The hash+shard will fit within the ring buffer, so writes will not block - but will complete after a 
memcopy. Reads can fill the 64KB buffer if there is data for it.

If the network is congested, the ring buffer will become filled, and all syscalls will be on full buffers.
Only when the ring buffer is filled will erasure coding start blocking.

Since there is always "space" to write output data, we remove the parallel writing since we are 
always writing to memory now, and the goroutine synchronization overhead probably not worth taking. 

If the output were blocked in the existing, we would still wait for it to unblock in parallel write, so it would 
make no difference there - except now the ring buffer smoothes out the load.

There are some micro-optimizations we could look at later. The biggest is that, in most cases, 
we could encode directly to the ring buffer - if we are not at a boundary. Also, "force filling" the 
Read requests (i.e., blocking until a full read can be completed) could be investigated and maybe 
allow concurrent memory on read and write.
2024-05-14 17:11:04 -07:00
..
LICENSE Add PutObject Ring Buffer (#19605) 2024-05-14 17:11:04 -07:00
README.md Add PutObject Ring Buffer (#19605) 2024-05-14 17:11:04 -07:00
ring_buffer.go Add PutObject Ring Buffer (#19605) 2024-05-14 17:11:04 -07:00
ring_buffer_benchmark_test.go Add PutObject Ring Buffer (#19605) 2024-05-14 17:11:04 -07:00
ring_buffer_test.go Add PutObject Ring Buffer (#19605) 2024-05-14 17:11:04 -07:00

ringbuffer

License GoDoc Go Report Card coveralls

A circular buffer (ring buffer) in Go, implemented io.ReaderWriter interface

wikipedia

Usage

package main

import (
	"fmt"

	"github.com/smallnest/ringbuffer"
)

func main() {
	rb := ringbuffer.New(1024)

	// write
	rb.Write([]byte("abcd"))
	fmt.Println(rb.Length())
	fmt.Println(rb.Free())

	// read
	buf := make([]byte, 4)
	rb.Read(buf)
	fmt.Println(string(buf))
}

It is possible to use an existing buffer with by replacing New with NewBuffer.

Blocking vs Non-blocking

The default behavior of the ring buffer is non-blocking, meaning that reads and writes will return immediately with an error if the operation cannot be completed. If you want to block when reading or writing, you must enable it:

	rb := ringbuffer.New(1024).SetBlocking(true)

Enabling blocking will cause the ring buffer to behave like a buffered io.Pipe.

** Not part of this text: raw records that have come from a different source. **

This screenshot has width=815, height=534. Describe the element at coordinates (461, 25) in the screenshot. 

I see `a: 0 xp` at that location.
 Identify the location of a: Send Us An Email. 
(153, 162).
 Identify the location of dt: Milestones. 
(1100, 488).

Regular Reads will block until data is available, but not wait for a full buffer. Writes will block until there is space available and writes bigger than the buffer will wait for reads to make space.

TryRead and TryWrite are still available for non-blocking reads and writes.

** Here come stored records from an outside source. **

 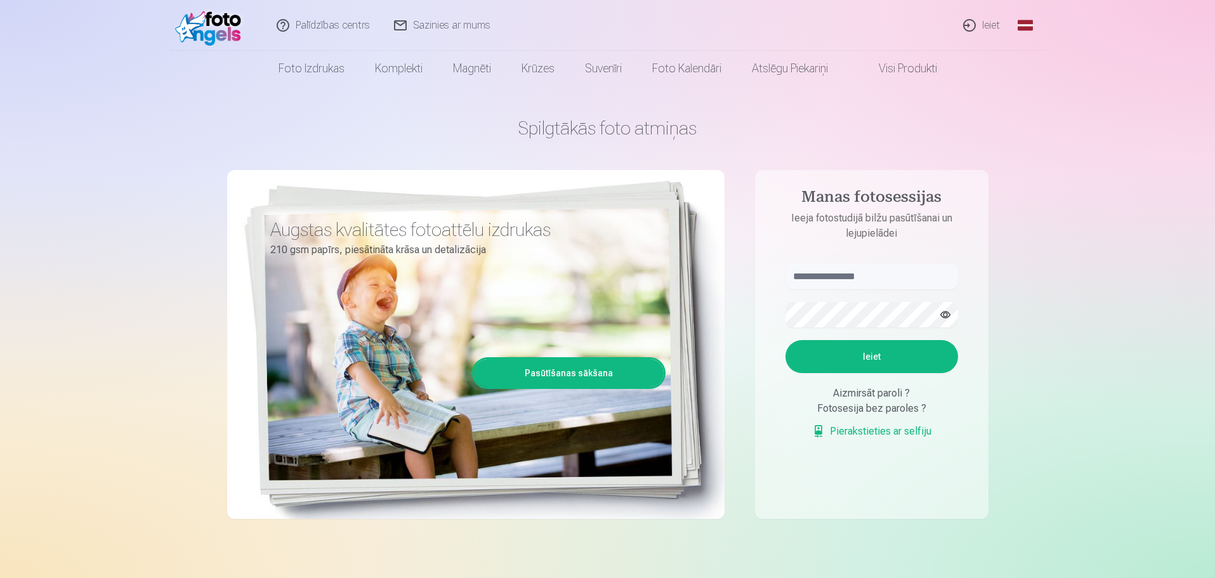 I want to click on a: Foto kalendāri, so click(x=687, y=69).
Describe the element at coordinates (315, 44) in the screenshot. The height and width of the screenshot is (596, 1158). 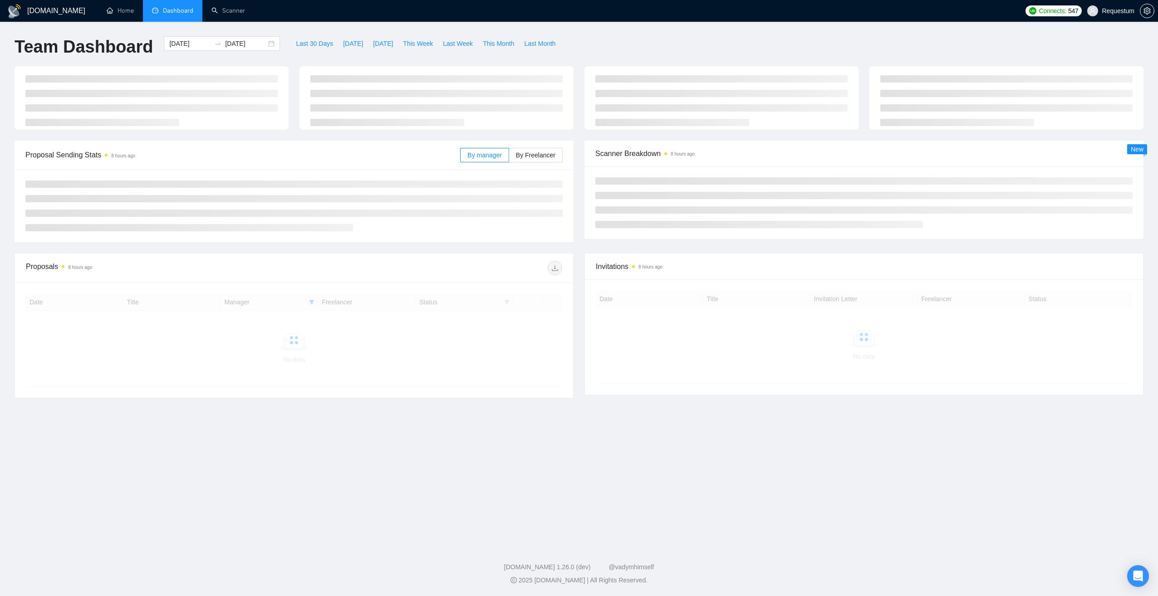
I see `span: Last 30 Days` at that location.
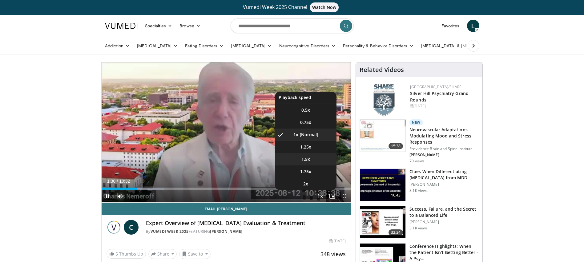 The image size is (584, 262). Describe the element at coordinates (114, 228) in the screenshot. I see `img: Vumedi Week 2025` at that location.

To signify the end of the stream, close the ring buffer from the writer side with rb.CloseWriter()

Either side can use rb.CloseWithError(err error) to signal an error and close the ring buffer. Any reads or writes will return the error on next call.

In blocking mode errors are stateful and the same error will be returned until rb.Reset() is called.